In an earlier comment on the banalities of the corporatized education system Street refers to “ An educational-industrial complex that inculcates passivity, conservatism, specialization, individualism, subordination, appeasement, hierarchy, oppression, identitarianism, narrowness over rebellion, liberation, critical thinking, many-sidedness, solidarity, radical class analysis, active resistance, egalitarianism, and revolutionary vision.  This bankrupt ideological structure has hatched a “chickenshit conformist” intelligentsia that lacks the courage and vision to tell people the full truth about the depth and degree of the authoritarian menace that stalks the land – and the rooting of that menace in the nation’s underlying and interrelated unelected dictatorships of capital and empire. It scoffs at and scandalously maligns and misrepresents the notion of popular revolution over and against those dictatorships” combined with “ a relentless, many-sided dumbing down of the population so savage that “more than half of Americans between the ages of 16 and 74 read below the equivalent of a sixth-grade level.”

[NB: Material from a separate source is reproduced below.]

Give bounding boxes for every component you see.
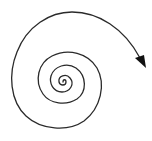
spiral-curve [12, 12, 146, 128]
spiral-line [12, 12, 140, 128]
spiral-arrow-diagram [0, 0, 152, 141]
arrowhead-icon [135, 55, 146, 68]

Below is link to disturbing yet vitally important essay by educational philosopher Henry Giroux on the emergence of fascism, intolerance and authoritarianism in all sectors of Western capitalist culture, especially big business, politics, education and the combination of vile ideologies of Christian fascism and neo-liberal casino capitalism that prevails globally.

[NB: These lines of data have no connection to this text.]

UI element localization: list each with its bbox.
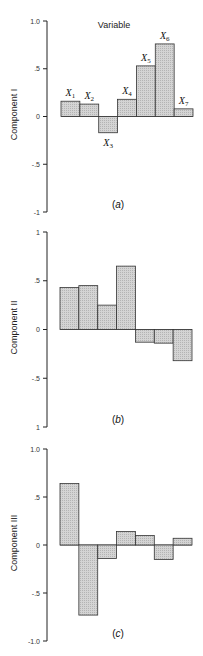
bar-x3 [99,117,118,133]
y-tick-label: -.5 [32,590,40,597]
bar-label: X4 [121,85,132,98]
bar-x6 [155,44,174,117]
y-tick-label: 0 [36,113,40,120]
bar-label: X6 [159,30,170,43]
bar-x2 [80,104,99,116]
y-axis-label: Component III [9,515,19,572]
y-axis-label: Component II [9,300,19,354]
panel-label: (b) [112,414,124,425]
bar-x2 [79,286,98,330]
bar-x4 [117,532,136,545]
bar-label: X3 [102,137,113,150]
bar-x1 [60,288,79,330]
bar-x3 [98,305,117,329]
y-tick-label: -.5 [32,161,40,168]
bar-x1 [60,484,79,545]
bar-x5 [135,330,154,343]
bar-x2 [79,545,98,615]
y-tick-label: -.5 [32,375,40,382]
y-axis-label: Component I [9,89,19,141]
y-tick-label: -1.0 [28,638,40,645]
panel-component-ii: 1.50-.51Component II(b) [9,229,192,431]
y-tick-label: 1 [36,424,40,431]
y-tick-label: -1 [34,209,40,216]
chart-title: Variable [98,20,130,30]
bar-x6 [154,330,173,344]
bar-x4 [117,266,136,329]
bar-x3 [98,545,117,558]
bar-x5 [135,535,154,545]
panel-component-i: 1.0.50-.5-1Component IX1X2X3X4X5X6X7Vari… [9,18,193,216]
y-tick-label: 0 [36,326,40,333]
y-tick-label: .5 [34,277,40,284]
y-tick-label: .5 [34,494,40,501]
y-tick-label: 1.0 [30,18,40,25]
principal-components-chart: 1.0.50-.5-1Component IX1X2X3X4X5X6X7Vari… [0,0,203,656]
bar-x4 [118,99,137,116]
panel-component-iii: 1.0.50-.5-1.0Component III(c) [9,446,192,645]
bar-label: X1 [65,87,76,100]
bar-label: X7 [178,95,189,108]
panel-label: (a) [112,199,124,210]
bar-label: X5 [140,52,151,65]
y-tick-label: 1 [36,229,40,236]
panel-label: (c) [112,628,124,639]
y-tick-label: 0 [36,542,40,549]
bar-x1 [61,101,80,116]
bar-x7 [173,330,192,361]
bar-x6 [154,545,173,559]
bar-x5 [136,66,155,117]
bar-x7 [173,538,192,545]
bar-x7 [174,109,193,117]
bar-label: X2 [83,90,94,103]
y-tick-label: 1.0 [30,446,40,453]
y-tick-label: .5 [34,65,40,72]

So why are critical thinking courses not a part of the curriculum in our public schools? I can recall the resistance and reactionary impediments that existed back in the 1990s when I as a mathematics teacher and a group of progressive colleagues tried to implement such critical thinking program in our high school. Conservative power sources within the community, especially the authoritarianism of the politically powerful draconian churches, blocked us at every turn. But other reactionary forces were at work as well. Does capitalism want critical thinkers? Of course not; as the late comedian and social critic George Carlin put it, capitalism prefers docile compliant workers who follow orders. People need to give up on the delusion on the separation of church and state in Canada. It is no more a fact than in the United States of Jesus despite church-state separation being written into its constitution. The undemocratic authoritarian Christian churches are capable of wielding enormous power, especially when a capitalist Christian fundamentalist is elected to lead the country such as former authoritarian control freak Prime Minister Stephen Harper whose wet dream was to create a neo-fascist Canadian theocracy.